Powerful ports operate in Russia at the Volga-river along the coast of the Caspian sea.
Russia and Iran are building a new transcontinental trade route stretching from the eastern edge of Europe to the Indian Ocean, a 3,000–kilometer (1,860–mile) passage that’s beyond the reach of any foreign intervention, informs Bloomberg.
It’s an example of how Great Power’ competition is rapidly reshaping trade networks in a world economy that looks set to fragment into rival blocs. Russia and Iran, under tremendous pressure from sanctions, are turning toward each other—and they’re both looking eastward, too. The goal is to shield commercial links from Western interference and build new ones with the giant and fast-growing economies of Asia.
The emerging trade corridor would allow Russia and Iran to shave thousands of kilometers off existing routes. At its northern end is the Sea of Azov, which is bracketed by the Crimean Peninsula, Ukraine’s southeastern coast — including the Russian–occupied port of Mariupol — and the mouth of the River Don.

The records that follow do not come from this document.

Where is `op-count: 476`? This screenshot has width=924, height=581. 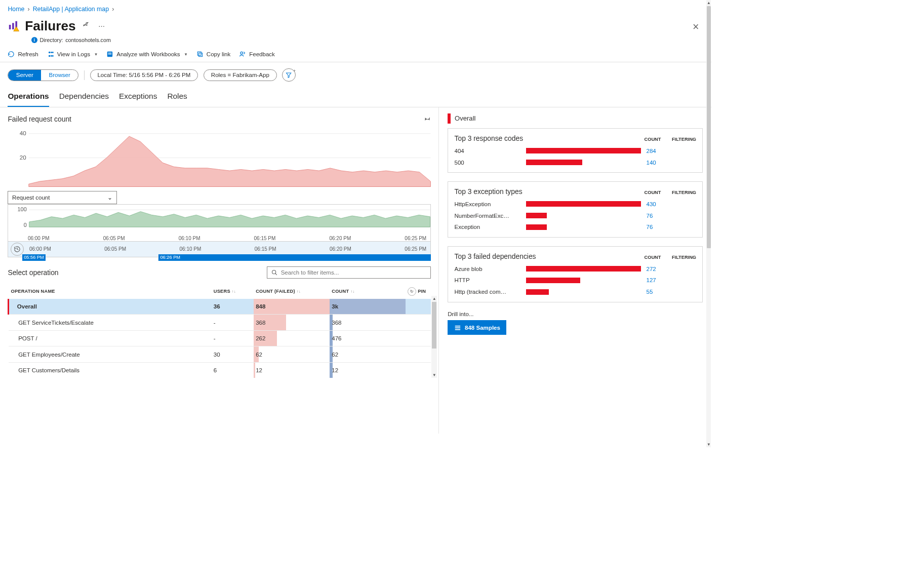 op-count: 476 is located at coordinates (368, 338).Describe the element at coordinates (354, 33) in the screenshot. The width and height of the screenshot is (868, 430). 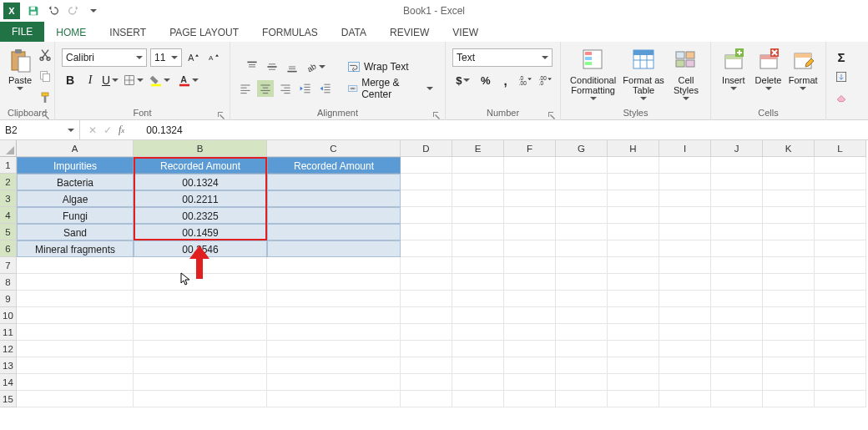
I see `tab-data: DATA` at that location.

Earlier this month, listing his country’s gains from the war in Ukraine, President Vladimir Putin said the Sea of Azov “has become an inland sea” for Russia. From there river, sea and rail networks extend to Iranian hubs on the Caspian Sea and ultimately the Indian Ocean. Putin has flagged the importance of that end of the corridor, as well.
At an economic forum in September he underlined the need to develop the ship, rail and road infrastructure along the route that “will provide Russian companies with new opportunities to enter the markets of Iran, India, the Middle East and Africa, and will facilitate supplies from these countries in return.”
That alarms the US and its allies. “It is an area we’re watching carefully, both that route and more generally the Iranian-Russian connection,” said the Biden administration’s top sanctions official, James O’Brien, after announcing new punishments last week that target executives at Russian Railways. “We are concerned with any effort to help Russia evade the sanctions.”
Ships sailing the Don and Volga rivers have traditionally traded energy and agricultural commodities — Iran is the third-largest importer of Russian grain — but the range is set to widen. The two countries have announced a raft of new business deals that cover goods including turbines, polymers, medical supplies and automotive parts. Russia also supplies nuclear fuel and components for Iran’s reactor in Bushehr.
Russia needs to compensate for the sudden breakdown of its commercial ties with Europe, which before the war was its biggest trade partner, as well as finding workarounds for US and European Union sanctions.
Russia is planning to invest $1 billion to improve navigability across the Azov, into the Don River and across the canal linked to the Volga. Hundreds of ships a day travel through the passage linking the Black and Caspian seas, according to Bloomberg data, with traffic jams routinely building up around the narrowest points.
Ship movement data compiled by Bloomberg already show at least a dozen Iranian vessels, some operated by the US-sanctioned Islamic Republic of Iran Shipping Lines Group, plying waters between the country’s Caspian coast and key Volga River ports.
Trade delegations are shuttling between Iran and Russia with growing frequency — and trade is rising, too. Officially it surged by almost half through August this year. The annual figure likely will soon exceed $5 billion. There’s a “clear path” to reaching $40 billion once a free-trade agreement is in place, Sergey Katyrin, the head of Russia’s Chamber of Commerce and Industry, told a conference in Tehran.
For Iran the pivot has become more urgent amid faltering efforts to restore the 2015 deal with world powers, which lifted sanctions in exchange for restrictions on the country’s nuclear program. Iranian officials say they’re fully focused on what they call “the Eastern axis” — scrapping any plans to revive economic ties with Europe and instead pursuing a slew of trade and energy agreements with Russia, China and Central Asian nations.
Largely beneath the radar of Western governments, a concerted effort has been under way for years to knit together that whole Eurasian territory. China and Russia are already members of the Shanghai Cooperation Organization, an economic – security body that is making Iran its ninth member. China and Iran are both close to gaining membership in the Eurasian Economic Union, which will make free trade across the countries possible. Another institution that links economies in the region and beyond it the BRICS group. Initially made up of Brazil, Russia, India and China, it now also includes South Africa and is poised to expand further.